Make sure your Meta description is somewhere on the page. Imagine being told your favorite actor will be at your favorite bar. When you show up, they’re not there. When your descriptions are on the page, it improves the user experience and trust they give you.

One of the most important aspects of a website is images. In the same refrain, speed of a website is crucial for users and search engines. As this story from Moz points out, the speed of your site actually affects search ranking.

What do the two have to do with each other? The larger the image, the slower your site will run and load because of the bandwidth needed for those images. As Vertommen notes in his piece, it’s best to keep them under 100kb.

What Screaming Frog allows you to do is crawl all the images on your site, view the images over 100kb via the filter tab and export the images that are too big.

Screaming Frog also allows you to see the response time of your site and pages under the response codes tab. If there are pages you see that don’t have a good response, use tools such as Webpagetest.org and PageSpeed Insights. Both allow you to dig deeper into the problem and find the solution.

Screaming Frog directives

With the Directives tab, this is where you get the information about meta robots, canonical links and rel=next/prev annotations. Screaming Frog allows you to filter the specific directive you want to look for.

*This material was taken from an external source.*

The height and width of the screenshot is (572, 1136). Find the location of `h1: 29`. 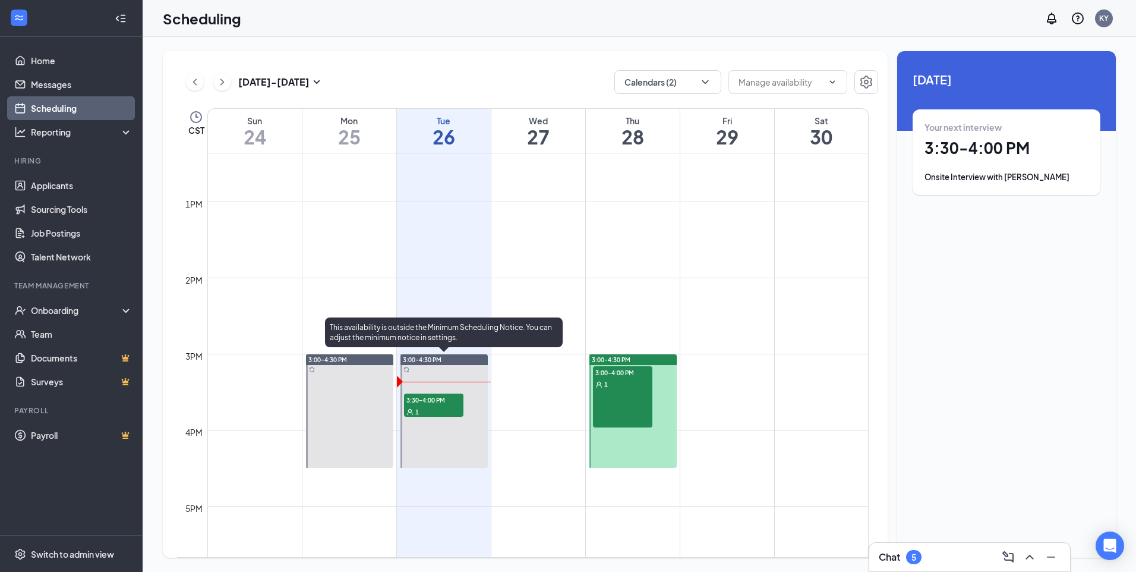

h1: 29 is located at coordinates (727, 137).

If that wasn’t enough, Screaming Frog generates a XML Sitemap. According to Google, a sitemap is a file of where you can list web pages of your site to tell Google and other search engines about the organization of your site content. Search engine web crawlers like Googlebot read this file to intelligently crawl your site.

A sitemap is exactly how it sounds. It’s a map to help the Googlebot crawl your site and make sure it finds all of the relevant content. Screaming Frog has this feature in the top navigation bar under Sitemaps > Create XML Sitemap. Once the file has been created, you can modify the priority and change the frequency of pages.

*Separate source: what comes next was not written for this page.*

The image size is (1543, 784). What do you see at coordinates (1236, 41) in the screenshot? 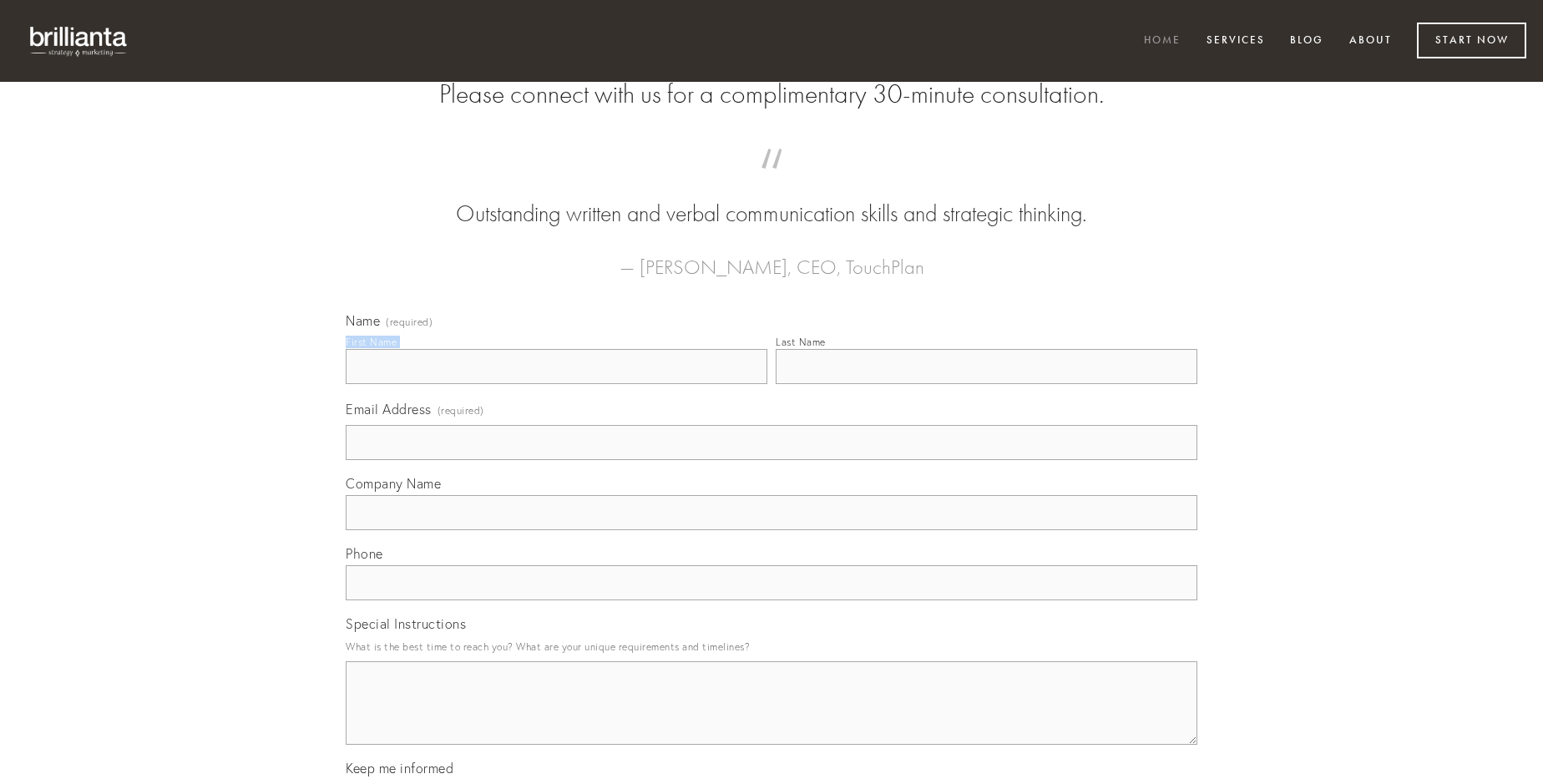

With all that said, if you’re taking advantage of all the crawling savvy Screaming Frog has to offer, you’ll likely find that a sitemap is not required. You can simply identify and simplify the crawling of your website to the point where a Sitemap is no longer important. Besides, no one likes error checking sitemaps in Google Webmaster Tools, and now you won’t have to!

Screaming Frog is Huge

If there is a SEO who doesn’t use this tool, run away. That should be one of the questions potential clients ask prospective agencies. “Do you use Screaming Frog? Oh, you don’t. Well, have a nice day.”

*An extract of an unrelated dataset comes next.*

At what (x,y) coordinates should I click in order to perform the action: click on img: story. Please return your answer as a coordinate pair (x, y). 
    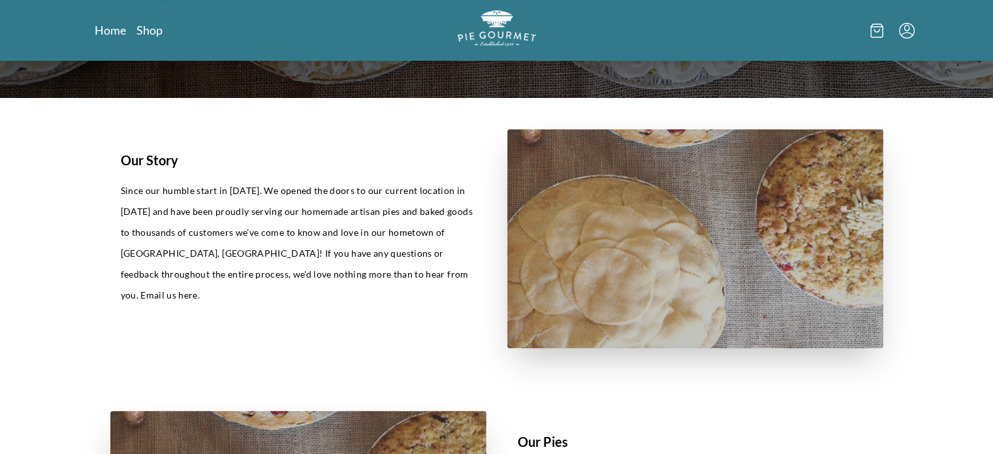
    Looking at the image, I should click on (695, 238).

The program offers a free option, so there’s really no excuse to not use it.

“We had absolutely no expectations really,” Dan said. “There was no big plan. I knew we had built something awesome, but really didn’t expect the SEO community to embrace it quite like they have.

“I remember being over the moon at the first person liking it enough to buy a license, particularly as it was someone I respected so much in the industry. Thanks, Branko.

As for the future, there is no end in sight to the power and popularity of Screaming Frog. As noted earlier, there are ways to make it even better, like adding a way to measure page popularity. Given that Dan and the company are always looking for ways to do things better, it’s only a matter of time before they find new ways to make our lives as SEOs even easier.

“There is a lot more to come from the SEO Spider and us as an agency,” Dan said. “But we also have new tools that we might release in the future, too. The Year 2015 should be a really exciting year.”